Skip to main content
Open this photo in gallery:

Delmy Velasquez, Delmy Tuch, and Karla are recent grads in the summer of 2023 in San Pedro La Laguna, Guatemala.Supplied

The organizer: Tracy Gates

The pitch: Creating Project Maltioxinem

The reason: To support the education of girls in Guatemala.

A few years ago Tracy Gates was looking for an inexpensive place to learn Spanish when she settled on a course in Guatemala.

Ms. Gates spent a few weeks there in the summer of 2016 and went back the following summer for a longer stretch. During that visit she stayed in a rented house on Lake Atitlan, about 126 kilometres west of Guatemala City.

The lake is surrounded by Mayan villages and Ms. Gates got to know some of the locals. “It’s aesthetically a really beautiful place and the local people are really lovely,” she recalled from her home in Vancouver. “But there’s just an extreme level of poverty.”

Ms. Gates has a background in education and she has a particular interest in the promotion of literacy in developing countries, especially for women and girls. “There’s a lot of data to support that when women and girls receive education, not just their lives improve, but the lives of their families improve and the lives of local community improve,” said Ms. Gates, who is principal of Claren Academy in Vancouver.

With the help of community volunteers, she launched Project Maltioxinem and offered English language courses for girls to help them land jobs in the tourism sector. The first classes began in the summer of 2018 and around 10 students attended. When the COVID-19 pandemic hit, Ms. Gates stopped the courses and delivered food to the families of students.

As the pandemic eased in 2022, Ms. Gates refocused the project on offering scholarships to girls who wanted to finish high school. While education is generally free in Guatemala, students still have to pay for supplies, uniforms and textbooks. Ms. Gates has provided four scholarships so far and three of the girls have graduated. One student plans to attend university, which Ms. Gates is also hoping to help fund.

It costs about $1,000 annually to fund a high-school student and up to $6,000 for someone to attend university. Ms. Gates and a team of volunteers raise around $10,000 every year but they are hoping to boost that amount this year to fund more scholarships.

Ms. Gates returns to Lake Atitlan as much as possible and she finds it rewarding to see the progress of the girls the project has helped. “They’re growing into young women,” she said. “There is also a very large sense of responsibility, in the sense that if you can’t raise enough money, what’s going to happen?”

Follow related authors and topics

Authors and topics you follow will be added to your personal news feed in Following.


◆ **What you should do**
Scan the entries for lines with the word "Relative" and copy those lines.

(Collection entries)
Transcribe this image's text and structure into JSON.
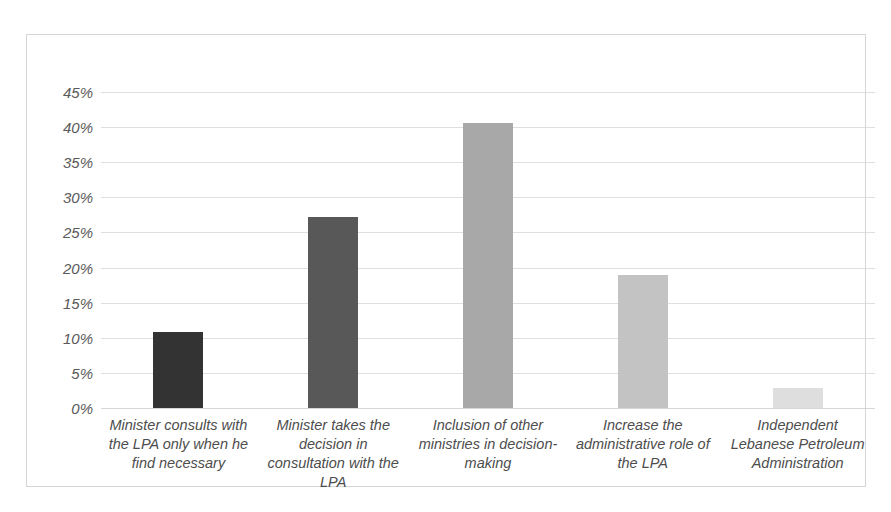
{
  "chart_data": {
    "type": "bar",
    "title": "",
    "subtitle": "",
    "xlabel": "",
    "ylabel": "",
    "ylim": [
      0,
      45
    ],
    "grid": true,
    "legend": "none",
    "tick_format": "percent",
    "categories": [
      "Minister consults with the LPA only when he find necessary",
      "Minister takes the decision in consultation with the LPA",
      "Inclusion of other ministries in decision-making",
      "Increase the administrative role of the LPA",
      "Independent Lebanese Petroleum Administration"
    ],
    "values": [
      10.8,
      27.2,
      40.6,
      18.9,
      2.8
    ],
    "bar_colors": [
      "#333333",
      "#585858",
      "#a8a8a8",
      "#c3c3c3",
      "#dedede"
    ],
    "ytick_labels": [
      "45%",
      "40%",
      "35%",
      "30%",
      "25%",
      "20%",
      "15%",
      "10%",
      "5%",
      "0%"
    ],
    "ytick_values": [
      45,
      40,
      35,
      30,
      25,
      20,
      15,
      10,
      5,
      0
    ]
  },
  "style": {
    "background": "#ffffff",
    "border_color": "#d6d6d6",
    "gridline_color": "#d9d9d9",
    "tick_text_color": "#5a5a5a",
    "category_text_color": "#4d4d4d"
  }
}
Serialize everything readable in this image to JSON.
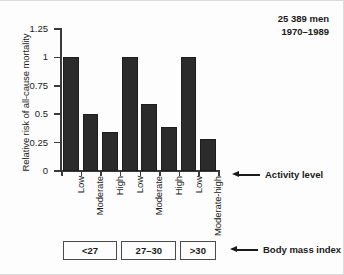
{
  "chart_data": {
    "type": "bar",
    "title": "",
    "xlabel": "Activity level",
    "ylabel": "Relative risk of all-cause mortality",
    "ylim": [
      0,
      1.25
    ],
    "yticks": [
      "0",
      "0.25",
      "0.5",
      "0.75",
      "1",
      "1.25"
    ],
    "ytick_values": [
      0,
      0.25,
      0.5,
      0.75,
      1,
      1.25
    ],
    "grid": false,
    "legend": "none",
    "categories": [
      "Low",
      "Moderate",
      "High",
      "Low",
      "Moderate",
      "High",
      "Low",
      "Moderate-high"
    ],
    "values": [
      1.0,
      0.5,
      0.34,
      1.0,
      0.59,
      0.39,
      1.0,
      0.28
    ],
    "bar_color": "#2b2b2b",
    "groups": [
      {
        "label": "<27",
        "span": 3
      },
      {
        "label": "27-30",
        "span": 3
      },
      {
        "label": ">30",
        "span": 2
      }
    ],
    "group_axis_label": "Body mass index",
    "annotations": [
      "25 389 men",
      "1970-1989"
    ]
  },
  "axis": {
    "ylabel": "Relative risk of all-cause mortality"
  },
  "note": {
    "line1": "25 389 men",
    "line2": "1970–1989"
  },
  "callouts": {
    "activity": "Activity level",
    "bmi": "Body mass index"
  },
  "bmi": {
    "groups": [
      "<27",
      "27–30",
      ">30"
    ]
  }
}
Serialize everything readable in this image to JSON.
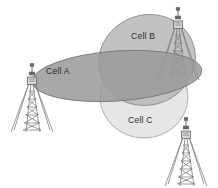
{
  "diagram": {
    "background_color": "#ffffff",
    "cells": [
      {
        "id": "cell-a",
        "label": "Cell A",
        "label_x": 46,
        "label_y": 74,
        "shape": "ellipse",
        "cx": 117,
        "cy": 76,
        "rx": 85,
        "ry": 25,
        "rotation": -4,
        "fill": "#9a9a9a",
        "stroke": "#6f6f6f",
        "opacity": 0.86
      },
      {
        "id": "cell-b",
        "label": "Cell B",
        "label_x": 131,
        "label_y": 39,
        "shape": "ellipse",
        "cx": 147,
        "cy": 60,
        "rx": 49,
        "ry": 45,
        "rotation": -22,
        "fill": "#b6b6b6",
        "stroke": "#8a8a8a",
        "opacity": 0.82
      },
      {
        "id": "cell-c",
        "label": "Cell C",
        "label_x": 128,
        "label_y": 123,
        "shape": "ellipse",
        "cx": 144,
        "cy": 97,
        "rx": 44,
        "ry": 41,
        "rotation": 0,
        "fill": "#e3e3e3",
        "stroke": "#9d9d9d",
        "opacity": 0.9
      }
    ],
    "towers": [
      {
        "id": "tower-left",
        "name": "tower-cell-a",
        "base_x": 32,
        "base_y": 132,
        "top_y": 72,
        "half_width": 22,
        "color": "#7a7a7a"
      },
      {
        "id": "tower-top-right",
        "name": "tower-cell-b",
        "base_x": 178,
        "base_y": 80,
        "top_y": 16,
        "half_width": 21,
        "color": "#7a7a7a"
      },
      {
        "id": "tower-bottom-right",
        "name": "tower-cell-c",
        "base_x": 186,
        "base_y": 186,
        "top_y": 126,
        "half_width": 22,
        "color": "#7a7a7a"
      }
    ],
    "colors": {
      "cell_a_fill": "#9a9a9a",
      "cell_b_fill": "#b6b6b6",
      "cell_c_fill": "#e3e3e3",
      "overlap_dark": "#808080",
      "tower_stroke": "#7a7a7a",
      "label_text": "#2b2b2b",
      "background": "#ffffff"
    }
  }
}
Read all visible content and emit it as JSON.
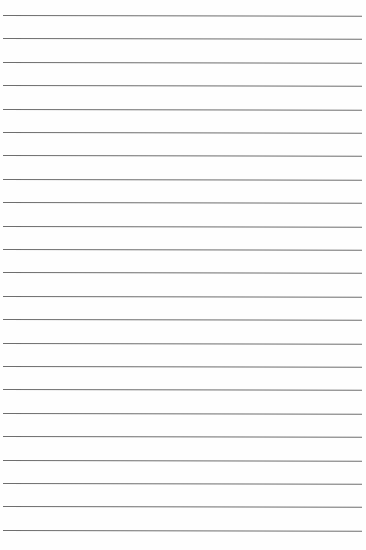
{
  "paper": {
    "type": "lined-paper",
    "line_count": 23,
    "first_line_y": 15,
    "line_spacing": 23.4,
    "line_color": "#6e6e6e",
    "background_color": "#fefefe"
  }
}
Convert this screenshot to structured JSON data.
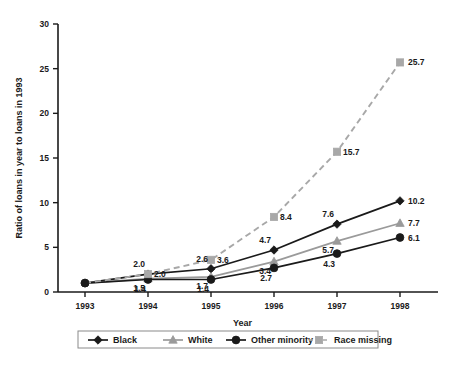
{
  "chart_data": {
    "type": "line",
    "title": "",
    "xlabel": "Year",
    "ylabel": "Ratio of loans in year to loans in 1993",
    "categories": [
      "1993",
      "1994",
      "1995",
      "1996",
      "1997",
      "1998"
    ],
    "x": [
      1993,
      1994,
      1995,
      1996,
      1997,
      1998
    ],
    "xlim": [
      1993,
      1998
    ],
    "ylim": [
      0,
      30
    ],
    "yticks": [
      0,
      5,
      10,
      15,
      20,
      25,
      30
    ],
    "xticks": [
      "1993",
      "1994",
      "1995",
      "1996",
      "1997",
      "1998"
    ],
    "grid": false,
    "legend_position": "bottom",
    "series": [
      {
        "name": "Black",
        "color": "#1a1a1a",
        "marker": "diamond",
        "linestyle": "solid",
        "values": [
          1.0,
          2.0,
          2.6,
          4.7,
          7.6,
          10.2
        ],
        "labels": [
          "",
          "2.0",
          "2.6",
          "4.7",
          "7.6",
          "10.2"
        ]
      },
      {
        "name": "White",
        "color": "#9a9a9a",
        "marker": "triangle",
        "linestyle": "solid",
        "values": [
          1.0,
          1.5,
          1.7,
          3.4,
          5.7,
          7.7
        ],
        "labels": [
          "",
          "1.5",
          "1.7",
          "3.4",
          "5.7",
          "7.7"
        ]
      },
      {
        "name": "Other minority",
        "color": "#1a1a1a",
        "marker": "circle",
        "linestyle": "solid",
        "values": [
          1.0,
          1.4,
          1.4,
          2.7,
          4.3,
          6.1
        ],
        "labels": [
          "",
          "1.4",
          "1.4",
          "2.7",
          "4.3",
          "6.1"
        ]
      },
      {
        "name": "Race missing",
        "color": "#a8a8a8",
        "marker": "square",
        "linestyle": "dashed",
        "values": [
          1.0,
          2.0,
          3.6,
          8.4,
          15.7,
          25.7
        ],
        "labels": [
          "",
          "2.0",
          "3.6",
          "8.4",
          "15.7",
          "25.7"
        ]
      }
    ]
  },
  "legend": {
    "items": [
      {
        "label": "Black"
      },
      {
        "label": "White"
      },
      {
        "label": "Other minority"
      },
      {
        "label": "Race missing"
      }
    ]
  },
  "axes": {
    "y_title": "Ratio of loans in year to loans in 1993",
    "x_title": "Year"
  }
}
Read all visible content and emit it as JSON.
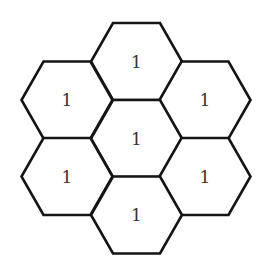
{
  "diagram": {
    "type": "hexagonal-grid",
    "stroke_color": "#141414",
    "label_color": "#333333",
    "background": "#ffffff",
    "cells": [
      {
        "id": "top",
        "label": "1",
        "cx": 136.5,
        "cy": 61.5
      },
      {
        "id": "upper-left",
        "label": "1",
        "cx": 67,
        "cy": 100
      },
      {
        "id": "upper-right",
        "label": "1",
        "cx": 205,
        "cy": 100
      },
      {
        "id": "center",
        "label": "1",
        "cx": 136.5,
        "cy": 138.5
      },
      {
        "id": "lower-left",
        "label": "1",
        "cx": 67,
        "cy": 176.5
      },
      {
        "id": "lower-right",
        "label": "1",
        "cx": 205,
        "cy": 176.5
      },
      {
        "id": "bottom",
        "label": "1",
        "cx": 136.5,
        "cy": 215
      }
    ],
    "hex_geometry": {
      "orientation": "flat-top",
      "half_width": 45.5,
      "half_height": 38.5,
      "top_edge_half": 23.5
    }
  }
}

◆ **Answer space**
    "ylabel": "Relative risk of all-cause mortality",
    "ylabel": "Relative risk of all-cause mortality"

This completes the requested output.